Thinking of building tools for journalists & activists?

Think again.

Tilde Lowengrimm
4 min readJul 10, 2020
A character with a megaphone overlays a flock of emails, some unread, flanked by open and closed envelopes.
Illustration courtesy of ManyPixels.

Software isn’t secure. This hurts everyone, but it places the most vulnerable at excessive risk. Journalists, activists, queer people, sex workers, union organizers… Everyone deserves safe tools, but the danger isn’t distributed evenly.

From time people decide to build secure software to help protect the most vulnerable in society. Sometimes, people interested in this sort of project email me. A recent message mentioned a project to build collaboration tools for journalists with “the security of Signal and the comfort of Google Docs”. I’ve seen a number of variations on this query, and I’ve sent similar replies every time — here’s the template.

Thanks for reaching out about your project!

This is an incredibly ambitious undertaking. That’s not a compliment (it’s not necessarily a criticism either). You have picked a very difficult task! It will be a lot of work to get right. And potentially harmful if you don’t.

Making tools for journalists (or any other threatened group) is not necessarily a great approach. It’s an approach which paints a target on the people who download or use that tool. It’s usually much safer to make tools which are generally useful, but which you know solve a need journalists have. Look at Signal’s successful example.

You are not the first person to be interested in a project like this. It’s a very attractive idea: who doesn’t want secure, usable tools? But actually making that real is a challenge. You will probably not succeed, and that the ways that you will not succeed are probably not things you’re currently considering.

I have some suggestions.

Limit your project scope. “the security of Signal and the comfort of Google Docs” is huge. The comfort of Google Docs with the security of Google Docs is a massive software and infrastructure engineering effort on its own! A huge number of Google engineers, not to mention project managers and designers and all the rest, make that product what it is. Even if you eventually want to build a whole suite of tools, I strongly recommend that you pick just one narrow tool to start with.

Pick one useful underserved tool. There are quite a few projects which try to make messaging tools, or whistleblowing tools, or document-editing tools. Proton has been trying to build an end-to-end encrypted collaborative calendar for literally years. Don’t try to build any of those. Pick a tool that nobody else has tried to build this way, and pick one which is relatively straightforward. Ideally something which doesn’t feel glamorous! I’m talking about time-tracking/timesheets, invoicing/invoice-tracking, or inventory-management. Eleanor Saitta has an excellent essay on writing secure tools with many more examples. While you’re reading Elanor’s work, consider looking through her two-part series on building software for NGOs and related groups.

Make your tool usable. It doesn’t matter how secure something is if it’s not usable. This is somewhat along the lines of the point about making tools for a particular threatened group — if something is even a bit of a challenge to use, only people interested in a challenge will use it. Usability is almost certainly not something that the people specializing in the security of a tool can estimate well. Usability is a professional skill that doesn’t necessarily overlap with software engineering. And this is a hazard in volunteer projects, because people with software development skills often can’t build usable interfaces, and people with design and usability skills often can’t build what they design.

Build a diverse team. It is exceedingly unlikely that you have the full breadth of skills and life experiences needed to achieve these goals. You will need a team. That team will need to include people who (at minimum) cover the following skills: cryptography, software engineering, infrastructure/devops, design, accessibility, writing, localization and translation (including language skills), project management, product management, fundraising, marketing & communication, team management, and organizational leadership. And this team needs to be there for a long time — there’s no shortage of abandoned software in this space. You need to maintain and update your tools. A throwaway project is a net harm.

Raise grant money. You can start this project with a volunteer team, but you can’t finish it that way. You need to pay your collaborators (and yourself!). This is not a project worth investing in, because the people who need it most can’t pay for it. It has none of the characteristics that make venture capital interested in software. You need a stable funding source outside of traditional capitalism.

I put all those things first, because I’m hoping that the overview will help you internalize the overall scope of what you’re talking about. Sneakily, however, that’s not what I actually recommend. My real, fundamental recommendation is the following.

Join an existing effective project. All of this is a huge undertaking! Even if you eventually want to do this independently, you’ll probably be much better at that if you start off by joining an organization which already has a lot of the capabilities described. Consider Signal or SecureDrop or Martin Kleppmann’s local-first software research or… well, I’m sure you can find for others which are a better fit for you personally.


From the entries below, copy every line holding the word "mini".

___ Supplied material ___

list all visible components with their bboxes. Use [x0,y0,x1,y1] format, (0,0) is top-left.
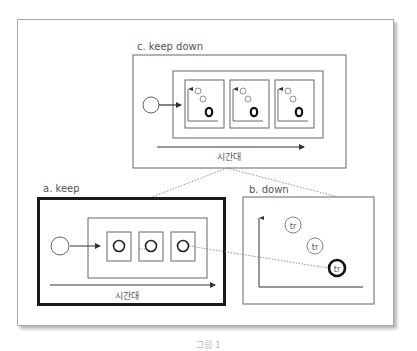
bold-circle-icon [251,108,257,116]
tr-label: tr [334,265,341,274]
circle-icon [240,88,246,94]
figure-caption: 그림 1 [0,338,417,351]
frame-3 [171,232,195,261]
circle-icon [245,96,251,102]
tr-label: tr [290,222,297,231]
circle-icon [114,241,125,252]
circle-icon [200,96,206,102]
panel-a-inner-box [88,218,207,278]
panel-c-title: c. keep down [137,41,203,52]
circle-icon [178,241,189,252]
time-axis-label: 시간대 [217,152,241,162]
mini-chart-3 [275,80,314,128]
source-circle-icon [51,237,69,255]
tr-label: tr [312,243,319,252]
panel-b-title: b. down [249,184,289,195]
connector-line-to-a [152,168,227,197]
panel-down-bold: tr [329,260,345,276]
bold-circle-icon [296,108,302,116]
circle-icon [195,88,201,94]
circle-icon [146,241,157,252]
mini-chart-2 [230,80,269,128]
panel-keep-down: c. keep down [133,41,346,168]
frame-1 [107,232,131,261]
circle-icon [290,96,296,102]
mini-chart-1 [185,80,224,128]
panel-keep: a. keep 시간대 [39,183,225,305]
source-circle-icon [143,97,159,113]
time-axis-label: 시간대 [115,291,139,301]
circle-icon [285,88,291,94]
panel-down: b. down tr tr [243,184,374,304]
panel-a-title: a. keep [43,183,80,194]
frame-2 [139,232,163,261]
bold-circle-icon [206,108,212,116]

___
___ Supplied material ___

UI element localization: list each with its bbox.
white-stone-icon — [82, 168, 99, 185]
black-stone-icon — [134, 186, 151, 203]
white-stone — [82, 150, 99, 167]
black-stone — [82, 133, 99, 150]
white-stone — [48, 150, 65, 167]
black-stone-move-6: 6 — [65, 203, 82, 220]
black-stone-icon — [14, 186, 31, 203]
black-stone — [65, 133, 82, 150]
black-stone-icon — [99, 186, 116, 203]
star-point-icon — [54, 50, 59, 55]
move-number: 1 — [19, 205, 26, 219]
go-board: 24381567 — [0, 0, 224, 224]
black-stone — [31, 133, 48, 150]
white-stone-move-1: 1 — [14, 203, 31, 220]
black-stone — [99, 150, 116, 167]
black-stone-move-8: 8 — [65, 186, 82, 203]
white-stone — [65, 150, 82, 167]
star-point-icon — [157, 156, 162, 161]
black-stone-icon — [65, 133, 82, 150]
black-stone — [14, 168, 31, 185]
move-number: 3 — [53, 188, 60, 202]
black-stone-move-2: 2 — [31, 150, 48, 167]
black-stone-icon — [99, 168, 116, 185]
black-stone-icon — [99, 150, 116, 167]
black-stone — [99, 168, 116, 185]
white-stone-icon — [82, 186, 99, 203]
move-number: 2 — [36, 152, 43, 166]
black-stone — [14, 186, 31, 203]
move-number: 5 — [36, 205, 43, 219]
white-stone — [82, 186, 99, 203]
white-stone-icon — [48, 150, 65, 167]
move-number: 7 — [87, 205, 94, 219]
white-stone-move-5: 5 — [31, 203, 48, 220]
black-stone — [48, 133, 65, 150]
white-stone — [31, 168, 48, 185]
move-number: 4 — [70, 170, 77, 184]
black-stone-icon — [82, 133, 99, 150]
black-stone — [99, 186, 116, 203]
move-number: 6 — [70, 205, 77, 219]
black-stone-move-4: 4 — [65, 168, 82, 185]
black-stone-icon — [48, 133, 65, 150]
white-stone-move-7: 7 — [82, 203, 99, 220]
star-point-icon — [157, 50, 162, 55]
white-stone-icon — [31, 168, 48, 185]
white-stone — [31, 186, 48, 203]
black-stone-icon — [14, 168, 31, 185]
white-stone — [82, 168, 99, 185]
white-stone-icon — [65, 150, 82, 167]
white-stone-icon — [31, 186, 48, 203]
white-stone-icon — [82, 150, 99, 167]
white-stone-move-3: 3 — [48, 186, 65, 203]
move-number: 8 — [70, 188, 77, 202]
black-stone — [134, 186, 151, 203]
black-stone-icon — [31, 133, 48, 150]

___
___ Supplied material ___

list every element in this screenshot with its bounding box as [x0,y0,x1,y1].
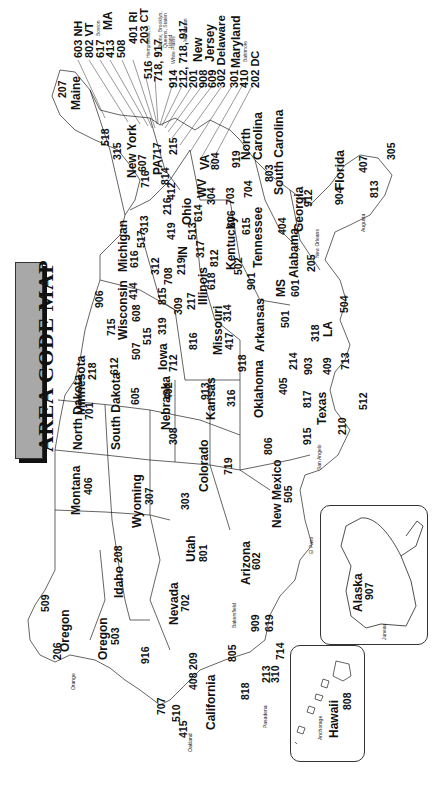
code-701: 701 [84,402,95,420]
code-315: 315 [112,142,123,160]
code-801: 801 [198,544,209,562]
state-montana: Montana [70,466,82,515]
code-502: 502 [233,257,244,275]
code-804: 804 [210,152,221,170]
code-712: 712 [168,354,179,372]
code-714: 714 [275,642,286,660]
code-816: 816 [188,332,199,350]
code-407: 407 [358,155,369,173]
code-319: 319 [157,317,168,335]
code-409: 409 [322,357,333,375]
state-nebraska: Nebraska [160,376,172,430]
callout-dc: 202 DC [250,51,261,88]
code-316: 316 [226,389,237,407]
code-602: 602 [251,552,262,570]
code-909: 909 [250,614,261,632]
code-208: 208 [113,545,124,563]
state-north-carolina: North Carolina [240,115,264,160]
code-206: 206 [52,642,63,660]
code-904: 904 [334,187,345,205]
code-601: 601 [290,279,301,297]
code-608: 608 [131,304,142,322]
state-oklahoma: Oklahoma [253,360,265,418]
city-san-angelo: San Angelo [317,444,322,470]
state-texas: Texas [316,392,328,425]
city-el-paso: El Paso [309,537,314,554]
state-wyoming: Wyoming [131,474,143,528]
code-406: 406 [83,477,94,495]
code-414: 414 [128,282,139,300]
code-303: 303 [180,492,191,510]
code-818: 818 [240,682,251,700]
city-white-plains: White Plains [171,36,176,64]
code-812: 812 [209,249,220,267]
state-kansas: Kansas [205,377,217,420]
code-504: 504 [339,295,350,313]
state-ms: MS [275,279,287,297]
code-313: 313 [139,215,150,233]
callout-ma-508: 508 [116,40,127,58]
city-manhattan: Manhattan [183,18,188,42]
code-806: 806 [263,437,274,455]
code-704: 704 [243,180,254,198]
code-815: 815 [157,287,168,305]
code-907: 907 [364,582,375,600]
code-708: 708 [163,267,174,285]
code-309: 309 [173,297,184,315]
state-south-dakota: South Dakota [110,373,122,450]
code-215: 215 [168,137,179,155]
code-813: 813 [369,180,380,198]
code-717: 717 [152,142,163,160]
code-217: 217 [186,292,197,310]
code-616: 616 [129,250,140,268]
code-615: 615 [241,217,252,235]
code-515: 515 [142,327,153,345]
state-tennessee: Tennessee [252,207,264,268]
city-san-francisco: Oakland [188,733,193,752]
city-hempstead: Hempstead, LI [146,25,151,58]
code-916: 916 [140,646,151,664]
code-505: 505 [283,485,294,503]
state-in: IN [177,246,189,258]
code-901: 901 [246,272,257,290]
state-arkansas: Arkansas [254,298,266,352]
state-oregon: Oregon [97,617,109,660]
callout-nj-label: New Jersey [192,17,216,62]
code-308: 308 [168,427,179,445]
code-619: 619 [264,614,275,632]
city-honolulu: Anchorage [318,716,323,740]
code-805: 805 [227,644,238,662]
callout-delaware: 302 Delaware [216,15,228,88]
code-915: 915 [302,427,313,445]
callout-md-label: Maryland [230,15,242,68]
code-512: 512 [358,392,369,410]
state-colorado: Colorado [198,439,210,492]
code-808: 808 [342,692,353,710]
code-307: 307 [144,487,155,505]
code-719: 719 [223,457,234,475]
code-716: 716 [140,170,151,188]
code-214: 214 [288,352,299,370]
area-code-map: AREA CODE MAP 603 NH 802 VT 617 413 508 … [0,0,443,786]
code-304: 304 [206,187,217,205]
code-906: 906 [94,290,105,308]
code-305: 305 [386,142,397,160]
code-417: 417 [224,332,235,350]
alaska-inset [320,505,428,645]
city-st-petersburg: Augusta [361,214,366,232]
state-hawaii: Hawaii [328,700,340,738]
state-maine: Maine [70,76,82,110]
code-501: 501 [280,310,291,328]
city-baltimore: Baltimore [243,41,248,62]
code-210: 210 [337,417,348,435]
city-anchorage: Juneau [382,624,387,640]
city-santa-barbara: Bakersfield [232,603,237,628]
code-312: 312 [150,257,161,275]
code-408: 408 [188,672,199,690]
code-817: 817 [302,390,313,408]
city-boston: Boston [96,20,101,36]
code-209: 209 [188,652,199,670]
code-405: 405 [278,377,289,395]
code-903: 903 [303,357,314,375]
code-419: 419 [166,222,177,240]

___

## Task answer:
mini-chart-3 [275,80,314,128]
mini-chart-2 [230,80,269,128]
mini-chart-1 [185,80,224,128]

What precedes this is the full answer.